Subject: Re: direct I/O
To: Chuck Silvers <chuq@chuq.com>
From: Darrin B.Jewell <dbj@netbsd.org>
List: tech-kern
Date: 03/03/2005 19:03:10
Chuck Silvers <chuq@chuq.com> writes:
> of course, with direct I/O being intrinsically synchronous, that immediately
> leads to the question of how to allow concurrent reads and writes to a file.
> our current locking scheme (enforced above the VOP layer) doesn't have any
> concept of this.  I'm thinking about adding a range-locking implementation
> and having vn_{read,write}() use that for O_DIRECT requests where
> FOF_UPDATE_OFFSET is not set (ie. pread() and pwrite()).  this would involve
> some new VOPs (VOP_LOCK_RANGE(), VOP_UNLOCK_RANGE()) and those would need to
> interact appropriately with the existing non-ranged vnode locks.  file systems
> that do not implement these VOPs would just return an error and the calling
> layer would fall back on the current locking automatically.  there would
> be no syscall interface change for this.  I'm thinking it probably won't be
> much harder to do the range-locks than it was to do the direct I/O stuff.
> 
> comments?

My first thought is that for internal kernel use, a separate
VOP_LOCK_RANGE call should not be necessary.  Instead, I was thinking
that the existing PG_BUSY locks could be relied on for individual
pages in a range.  I don't think range locking is necessary at this
level, since consistent results for concurrent access to a range is
not required as far as I am aware.  (Except in the case of
fcntl(F_SETLK), which is handled separately.)

In fact, I would like to relax vnode locks, so that they don't lock
out concurrent access to a file, and instead just protect the
integrity of filesystem metadata where necessary.

I'll also note that currently, i/o operations on the VCHR device are
already allowed to be concurrent because the vnode is unlocked in
spec_write when the underlying device write routine is called.  While
I think this is appropriate behavior, this leads to an existing race
condition in the physio uvm_vslock/uvm_vsunlock code which causes
diagnostic messages to be spewed from the i386 pmap_unwire routine.
If useful, I can reproduce a test case and submit a pr.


**Task requirements:** Set every record down again, identical to the original.
[[ Information, beginning ]]
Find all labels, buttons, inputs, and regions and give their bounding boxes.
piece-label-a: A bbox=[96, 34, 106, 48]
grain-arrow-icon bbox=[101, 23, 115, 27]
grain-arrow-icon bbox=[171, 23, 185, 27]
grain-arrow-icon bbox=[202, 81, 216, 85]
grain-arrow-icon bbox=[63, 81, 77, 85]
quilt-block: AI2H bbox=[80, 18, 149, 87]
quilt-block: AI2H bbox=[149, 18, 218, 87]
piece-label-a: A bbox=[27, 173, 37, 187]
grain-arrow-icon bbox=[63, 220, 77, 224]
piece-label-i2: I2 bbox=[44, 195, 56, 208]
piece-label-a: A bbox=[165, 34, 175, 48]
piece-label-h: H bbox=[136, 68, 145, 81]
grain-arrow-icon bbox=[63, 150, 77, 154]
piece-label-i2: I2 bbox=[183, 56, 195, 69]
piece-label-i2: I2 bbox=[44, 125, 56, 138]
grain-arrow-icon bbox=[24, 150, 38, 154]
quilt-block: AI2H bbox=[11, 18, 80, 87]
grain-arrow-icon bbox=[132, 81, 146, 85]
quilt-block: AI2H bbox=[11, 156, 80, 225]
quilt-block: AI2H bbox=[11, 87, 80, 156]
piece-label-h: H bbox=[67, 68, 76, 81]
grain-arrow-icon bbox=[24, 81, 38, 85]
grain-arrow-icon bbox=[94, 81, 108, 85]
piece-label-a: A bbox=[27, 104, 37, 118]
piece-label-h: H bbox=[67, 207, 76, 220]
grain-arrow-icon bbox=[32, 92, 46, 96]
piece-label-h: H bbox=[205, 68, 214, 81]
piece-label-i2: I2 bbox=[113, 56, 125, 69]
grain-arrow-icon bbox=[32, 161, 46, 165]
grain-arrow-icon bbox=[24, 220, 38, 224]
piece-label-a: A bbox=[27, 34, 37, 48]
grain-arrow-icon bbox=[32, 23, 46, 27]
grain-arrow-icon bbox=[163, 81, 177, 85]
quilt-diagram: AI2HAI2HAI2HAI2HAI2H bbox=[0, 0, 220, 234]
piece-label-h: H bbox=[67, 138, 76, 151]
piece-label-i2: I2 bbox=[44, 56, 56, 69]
[[ Information, end ]]
**Output of the exercise:**
Find all labels, buttons, inputs, and regions and give their bounding boxes.
piece-label-a: A bbox=[96, 34, 106, 48]
grain-arrow-icon bbox=[101, 23, 115, 27]
grain-arrow-icon bbox=[171, 23, 185, 27]
grain-arrow-icon bbox=[202, 81, 216, 85]
grain-arrow-icon bbox=[63, 81, 77, 85]
quilt-block: AI2H bbox=[80, 18, 149, 87]
quilt-block: AI2H bbox=[149, 18, 218, 87]
piece-label-a: A bbox=[27, 173, 37, 187]
grain-arrow-icon bbox=[63, 220, 77, 224]
piece-label-i2: I2 bbox=[44, 195, 56, 208]
piece-label-a: A bbox=[165, 34, 175, 48]
piece-label-h: H bbox=[136, 68, 145, 81]
grain-arrow-icon bbox=[63, 150, 77, 154]
piece-label-i2: I2 bbox=[183, 56, 195, 69]
piece-label-i2: I2 bbox=[44, 125, 56, 138]
grain-arrow-icon bbox=[24, 150, 38, 154]
quilt-block: AI2H bbox=[11, 18, 80, 87]
grain-arrow-icon bbox=[132, 81, 146, 85]
quilt-block: AI2H bbox=[11, 156, 80, 225]
quilt-block: AI2H bbox=[11, 87, 80, 156]
piece-label-h: H bbox=[67, 68, 76, 81]
grain-arrow-icon bbox=[24, 81, 38, 85]
grain-arrow-icon bbox=[94, 81, 108, 85]
piece-label-a: A bbox=[27, 104, 37, 118]
piece-label-h: H bbox=[67, 207, 76, 220]
grain-arrow-icon bbox=[32, 92, 46, 96]
piece-label-h: H bbox=[205, 68, 214, 81]
piece-label-i2: I2 bbox=[113, 56, 125, 69]
grain-arrow-icon bbox=[32, 161, 46, 165]
grain-arrow-icon bbox=[24, 220, 38, 224]
piece-label-a: A bbox=[27, 34, 37, 48]
grain-arrow-icon bbox=[32, 23, 46, 27]
grain-arrow-icon bbox=[163, 81, 177, 85]
quilt-diagram: AI2HAI2HAI2HAI2HAI2H bbox=[0, 0, 220, 234]
piece-label-h: H bbox=[67, 138, 76, 151]
piece-label-i2: I2 bbox=[44, 56, 56, 69]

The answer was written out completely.